Prof. Anne Beaulieu

Professor Anne Beaulieu holds the Aletta Jacobs Chair of Knowledge Infrastructures for Sustainability at Campus Fryslân and is Director of the Data Research Centre, University of Groningen. At present, Beaulieu’s main topics of research are infrastructures for assessing progress on the SDGs and for ecological monitoring. Knowledge infrastructures are essential to how we define and establish urgency around issues like climate change or loss of biodiversity, and they are also key to monitoring our progress in addressing these issues.

 

In this work, pursued with Selen Eren at Campus Fryslan and in collaboration with the team of Theunis Piersma of the University of Groningen, Beaulieu examines how different actors use the interfaces to such infrastructures to know and intervene responsibly.

At the heart of this research are questions about how values and practices are reinforced by current knowledge infrastructures, which adaptations are needed to develop more responsible and sustainable practices based on knowledge and how to make complex, multi-dimensional data tractable. The aim is better knowledge infrastructures, better in the sense that they bring issues of intention, responsibility and accountability to the forefront and that they garner sufficient trust and reliability to enable us to act.

In related projects with Clarisse Kraamwinkel and Ruth Howison, we are developing expertise on Responsible Knowledge Infrastructures for Climate Adaptation, focusing on climate resilience of soils in Friesland. Together with Taylor Craft and Ruth Howison, we are exploring  how to assess agricultural sustainability by integrating remote sensing and animal ecology with agricultural practices.
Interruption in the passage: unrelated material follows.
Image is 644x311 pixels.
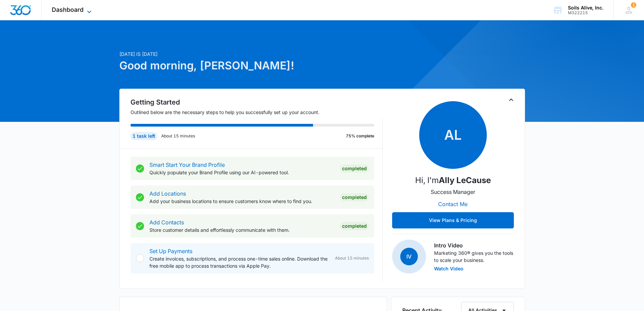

Beaulieu recently developed the minor programme Data Wise: Data Science in Society with Gert Stulp. Beaulieu’s research focuses on diversity and complexity in knowledge infrastructures, with particular attention to digital data assemblages and interfaces for the creation and circulation of knowledge. She is co-author of three books on knowledge and technology (see Books page) and has published widely the significance of ethnographic methods for the study of data practices.